The Kudamm was gearing up for the night as he emerged, thick with human and motorized traffic. He walked slowly westward with no real destination in mind, looking in windows, studying faces, wondering if the Soviets would agree to his terms. People lined up outside the theaters and cinemas, streamed in and out of the restaurants, most of them laughing or happily talking, living the moment as best they could. A police car careened up the center of the wide road, its siren parting the traffic like waves, but the visible signs of a police state were thin on the ground. In fact, Russell thought, it was the absence of violence which told the real story. The blood and the broken glass, the groups of men on corners, clutching their razors and itching for a brawlthey were all gone. The only violent lawbreakers left on the streets of Berlin were the authorities.
He walked back down the opposite pavement, picked up the car, and drove home.
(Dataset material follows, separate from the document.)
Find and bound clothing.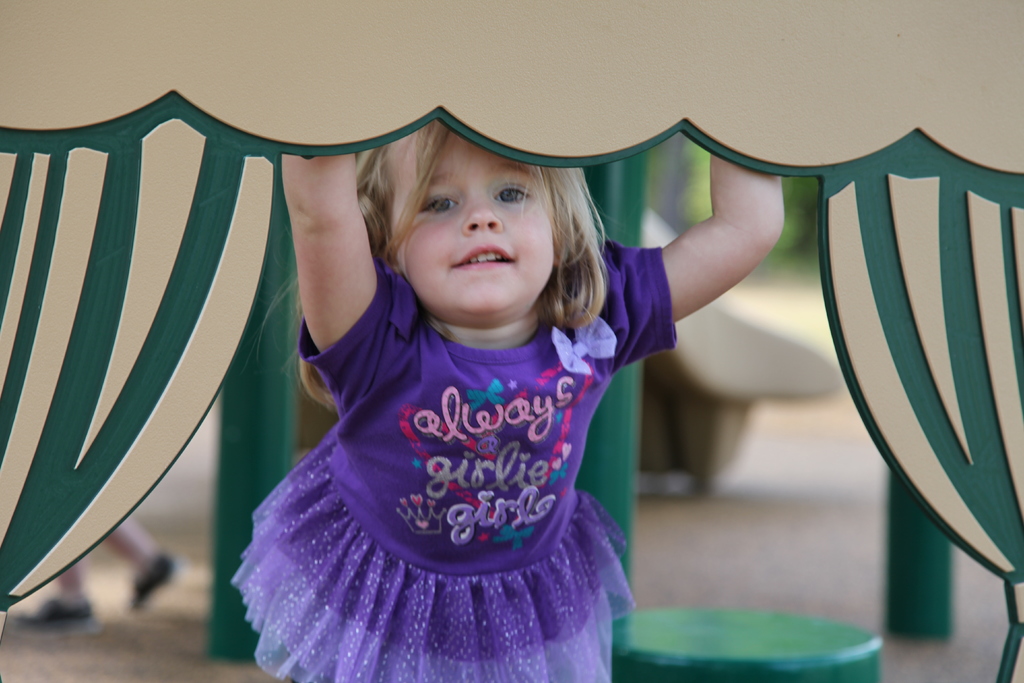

TUESDAY OFFERED MORE OF THE SAME: waiting in vain at the buffet counter, working with words like a juggler in mittens. Frau Heidegger seemed irritating rather than quirky, Paul almost provokingly gung-ho in his description of the previous Saturdays
At least her film was finished. I have seen the error of my ways, and a good wife is all I want to be! she exclaimed as they left the studio. But only, she added as they reached the car, after Ive slept for at least a week. In the meantime you may wait on me hand and foot.
Later, he was still working up to telling her about his weekend in Posen when he realized shed fallen asleep. Which was all for the best, he decided. Thered be time enough for explanations if and when the Soviets said yes. Looking down at her sleeping face, the familiar lips ever-so-slightly curled in a sleepers smile, the whole business seemed utterly absurd.
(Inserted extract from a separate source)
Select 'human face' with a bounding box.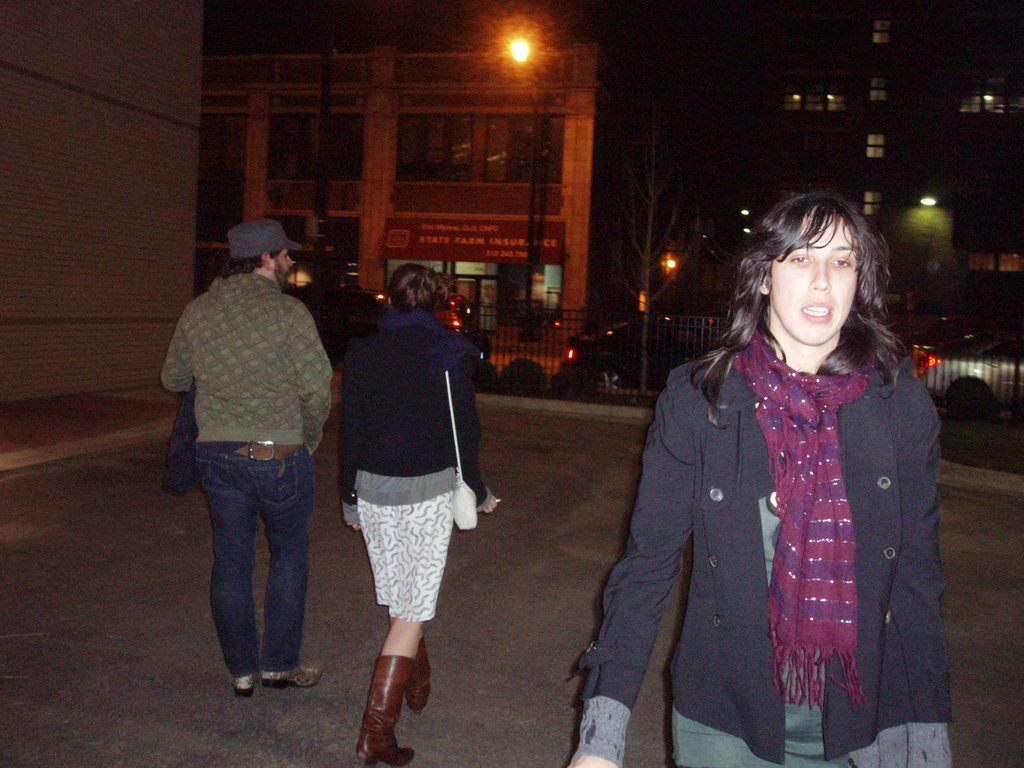
Rect(275, 250, 294, 290).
CONTACT WAS MADE ON THURSDAY. The buffet clock was reaching toward ten when a man loomed over Russells shoulder and almost whispered the prearranged sentence. Lets walk, he added, before Russell had time to declaim on the virtues or otherwise of
The man made for the door with what seemed unnecessary haste, leaving Russell floundering in his wake. He seemed very young, Russell thought, but he looked anonymous enough: average height and build, tidy hair and a typical German face. His suit was wearing at the elbows, his shoes at the heels.
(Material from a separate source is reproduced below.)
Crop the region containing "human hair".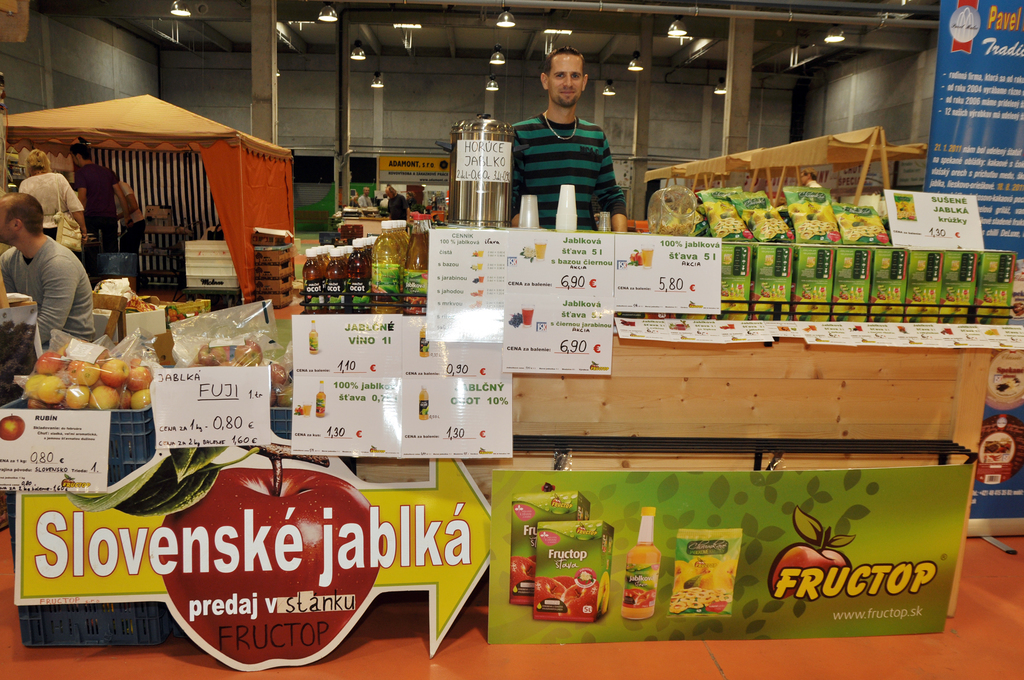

At the station exit the man turned toward the nearest Tiergarten entrance, pausing for a nervous look back as they reached it. Russell glanced back himself: The street was empty. Ahead of them, a few solitary walkers were visible among the leafless trees.
Its not a bad day, the young man said, looking up at the mostly gray sky. We will walk to Bellevue Station, like friends enjoying a morning stroll in the park.
They set off through the trees.
I am Gert, the young man said. And it is agreed. We will take your friend across the Czech border, and you will bring the papers to us in Prague. He fell silent as a steady stream of walkers passed them in the opposite directiona middle-aged couple and their poodles, a younger couple arm in arm, an older man with a muzzled Dobermanand paused to offer Russell a cigarette on the Lichtenstein Bridge across the Landwehrkanal. His hand, Russell noticed reluctantly, was shaking slightly.